Exercise 1: Plot the SED

You should get the following plot as a result—which can be found in figure ./Spectrum/SED_PG1553_PowerLaw2.png:

  1. Is the measured SED consistent with the power-law model as we chose?

Yes, within the uncertainties, in the energy range 100 MeV—100 GeV. But notice the funny point at 200 GeV. More about this in point 3 below.

  1. Compare your result with Figure 1 of Abdo et al. 2010 ApJ—the result published by the LAT Collaboration using the first few months of observations of the telescope. Are the SEDs consistent with each other?

For comparison, here is the result published by the LAT Collaboration:

Besides the difference in energy units used—erg instead of GeV—the results are consistent with each other.

  1. Do you notice anything funny going on with your fit? Remember that you fitted a power-law model. Pay attention to the highest energies measured.

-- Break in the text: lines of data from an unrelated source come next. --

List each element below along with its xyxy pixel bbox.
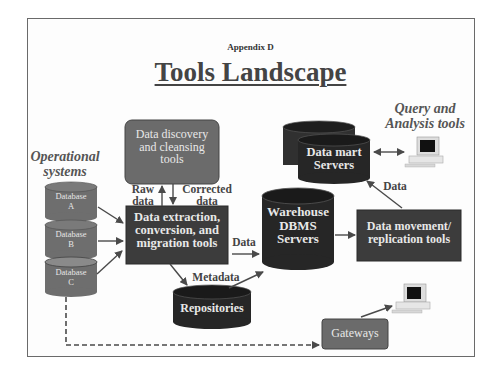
warehouse-label: Warehouse DBMS Servers [264, 205, 332, 246]
operational-systems-label: Operational systems [30, 150, 100, 179]
database-a-label: Database A [45, 192, 97, 212]
computer-icon-query [405, 137, 443, 167]
computer-icon-gateway [392, 284, 430, 313]
corrected-data-label: Corrected data [176, 183, 238, 207]
arrow-gateway-to-computer [361, 306, 392, 317]
database-c-id: C [45, 278, 97, 288]
arrow-db-a [98, 207, 123, 223]
diagram-canvas [0, 0, 501, 375]
database-b-id: B [45, 240, 97, 250]
repositories-label: Repositories [173, 302, 251, 315]
database-b-label: Database B [45, 230, 97, 250]
database-a-id: A [45, 202, 97, 212]
arrow-db-c [97, 251, 122, 274]
database-c-label: Database C [45, 268, 97, 288]
gateways-label: Gateways [322, 327, 388, 340]
extraction-label: Data extraction, conversion, and migrati… [127, 211, 227, 250]
arrow-to-repositories [170, 264, 187, 285]
metadata-label: Metadata [188, 271, 244, 283]
raw-data-label: Raw data [128, 183, 158, 207]
movement-label: Data movement/ replication tools [358, 220, 460, 245]
datamart-label: Data mart Servers [300, 146, 368, 172]
data-to-mart-label: Data [380, 180, 410, 192]
data-to-warehouse-label: Data [229, 236, 259, 248]
query-analysis-label: Query and Analysis tools [376, 102, 474, 131]
discovery-label: Data discovery and cleansing tools [127, 128, 217, 166]
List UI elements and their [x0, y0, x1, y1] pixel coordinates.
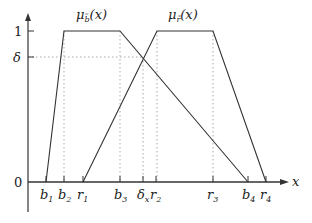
x-tick-label-dx: δx [137, 187, 150, 204]
x-tick-label-b4: b4 [242, 187, 255, 204]
x-axis-arrow-icon [280, 179, 289, 185]
x-axis-label: x [292, 174, 300, 189]
origin-label: 0 [14, 175, 22, 190]
x-tick-label-b1: b1 [40, 187, 53, 204]
x-tick-label-r3: r3 [207, 187, 218, 204]
y-tick-1: 1 [14, 24, 22, 39]
x-tick-label-r4: r4 [260, 187, 271, 204]
y-tick-delta: δ [13, 50, 21, 65]
x-ticks: b1b2r1b3δxr2r3b4r4 [40, 176, 271, 204]
mu-r-label: μr̃(x) [168, 7, 198, 24]
x-tick-label-r1: r1 [77, 187, 88, 204]
x-tick-label-b2: b2 [58, 187, 71, 204]
y-axis-arrow-icon [25, 13, 31, 21]
axes [28, 18, 283, 212]
mu-b-curve [46, 31, 248, 182]
mu-r-curve [83, 31, 266, 182]
x-tick-label-r2: r2 [150, 187, 161, 204]
x-tick-label-b3: b3 [114, 187, 127, 204]
mu-b-label: μb̃(x) [76, 7, 107, 24]
membership-diagram: 1 δ 0 x μb̃(x) μr̃(x) b1b2r1b3δxr2r3b4r4 [0, 0, 312, 223]
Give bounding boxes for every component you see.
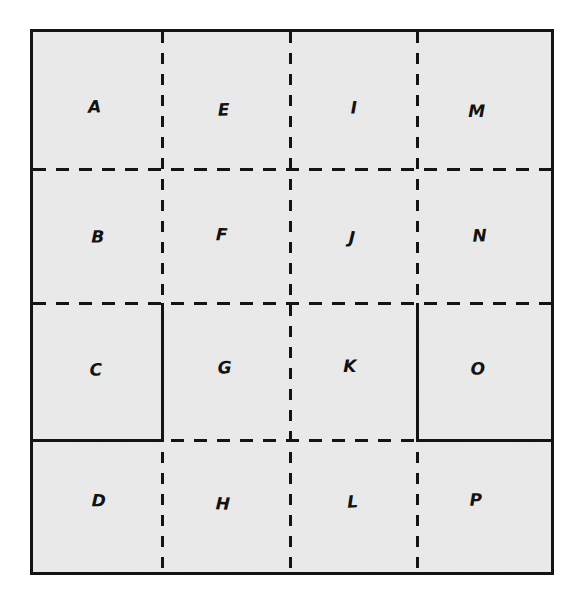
cell-n-label: N [472,228,487,246]
cell-e-label: E [218,102,231,119]
outer-border-right [551,29,554,575]
cell-k-label: K [343,359,357,376]
cell-a-label: A [88,99,102,117]
solid-below-c [33,439,164,442]
cell-c-label: C [89,362,102,379]
cell-j-label: J [348,230,356,247]
solid-left-of-o [416,303,419,441]
outer-border-top [30,29,554,32]
cell-m-label: M [468,104,485,121]
solid-below-o [417,439,551,442]
outer-border-bottom [30,572,554,575]
cell-i-label: I [350,100,357,117]
cell-f-label: F [216,227,229,244]
cell-p-label: P [469,492,482,509]
cell-l-label: L [347,494,359,511]
dashed-row-divider-1 [33,168,551,171]
dashed-row-divider-2 [33,302,551,305]
cell-h-label: H [215,496,230,514]
cell-o-label: O [470,361,485,378]
cell-d-label: D [91,493,106,510]
solid-right-of-c [161,303,164,441]
cell-g-label: G [218,360,233,377]
cell-b-label: B [91,229,105,246]
diagram-root: AEIMBFJNCGKODHLP [0,0,577,600]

Notice that the highest energy flux point at E=200 GeV deviates from a power-law—as well as your fit! What is going?

The redshift of this blazar is z=0.36. This turns out to be important. Because PG 1553 is relatively far away, gamma-rays will interact with lower energy photons in the extragalactic background light (EBL), pair-produce, and the resulting spectrum we will measure is not exactly a power-law but is attenuated at the high-energy end. This is the reason for the attenuation at energies >100 GeV. Fortunately, Enrico takes the EBL attenuation of the spectrum at high-energies into account.

If you are curious about the EBL and its imprint on gamma-ray spectra, you should have a look at this very cool Science paper published by the LAT Collaboration (try this if the previous link is broken).